Table 2: Out-of-sample results II: N = 6 stock market indexes (CAN, GER, JP, UK, USA, SUI) from 1969 to 2015 TO

µ

σ

SR

CE

RL

1 ωmvp

1.7221

0.0728

0.1335

0.5457

0.0550

-0.0091

6 ωmvp

0.7676

0.0763

0.1358

0.5616

0.0578

-0.0114

12 ωmvp 24 ωmvp dyn ωmvp

0.5497

0.0794

0.1363

0.5823

0.0608

-0.0143

0.3721

0.0801

0.1397

0.5734

0.0606

-0.0134

0.4049

0.0801

0.1369

0.5852

0.0614

-0.0148

Naive

0.3093

0.0724

0.1517

0.4773

0.0494

-

Note: The table reports annualized mean results for out-of-sample portfolio returns for the rolling window based on monthly returns of 6 national MSCI stock market indexes (CAN, GER, JP, UK, USA, SUI) from 1 6 12 24 1969 to 2015. The portfolios applied differ in the timing of readjustment: ωmvp , ωmvp , ωmvp , ωmvp and dyn ωmvp are defined as the GMVP portfolio weights, readjusted monthly, semi-annual, annual, every second year and with the dynamic procedure (whereas α is set to 0.01). All the return related values are after transaction costs, which are computed as c = 50 bp, proportional to monthly turnover ι′ (|ωi,t − ωi,t−1,+ |). TO denotes turnover, µ is the average return, σ is the standard deviation of the portfolio return and SR:= σµ is the Sharpe ratio, CE reports the certainty equivalents for a risk aversion γ = 1 and RL means return loss against the 1/N portfolio.

23

Table 3: Out-of-sample results III: N = 28 Dow Jones stocks TO

µ

σ

SR

CE

CE-Loss

ωm vp

31.9128

0.0133

0.1628

0.0818

-0.0132

0.0305

ωhb

17.4199

0.1019

0.3033

0.0099

-0.0203

ωopt

26.3459

0.0194

0.1528

0.1266

-0.0040

0.0218

ωb

105.5332

0.0477

0.6251

0.0763

-0.3431

0.1206

Naive

1.0830

0.0466

0.1732

0.2691

0.0166

-

0.3360

Note: The table reports annualized mean results for out-of-sample portfolio returns for the rolling window based on weekly returns of 28 stocks listed in Dow Jones from May 1999 until October 2015. The portfolios applied are the GMVP (ˆ ωmvp ), the Hierarchical Bayes weights ωhb derived in Equation (23), the naive portfolio N1 ιN , the optimal shrinkage portfolio ωopt derived in lemma 3.2, and the parametric portfolio strategy ωb as described in Brandt et al. (2009).
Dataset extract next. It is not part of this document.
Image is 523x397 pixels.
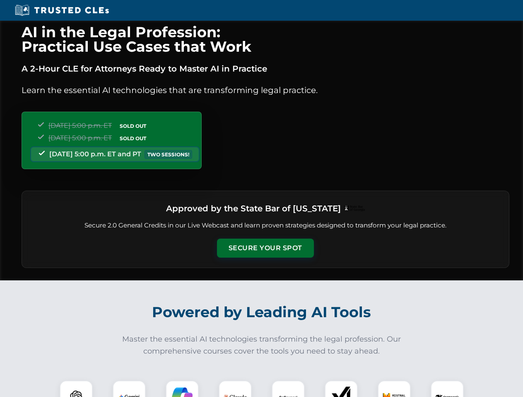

The parametric portfolio policies ωb and ωhb are computed based on Market Value, Price-Earnings-Ratio and Dividend-yield. All the return related values are after transaction costs, which are computed as c = 50 bp, proportional to weekly turnover ι′ (|ωi,t − ωi,t−1,+ |). TO denotes the average turnover, µ is the average annual return, σ is the standard deviation of the portfolio return and SR:= σµ is the Sharpe ratio, CE reports the certainty equivalents for a risk aversion γ = 1 and RL means return loss against the 1/N portfolio.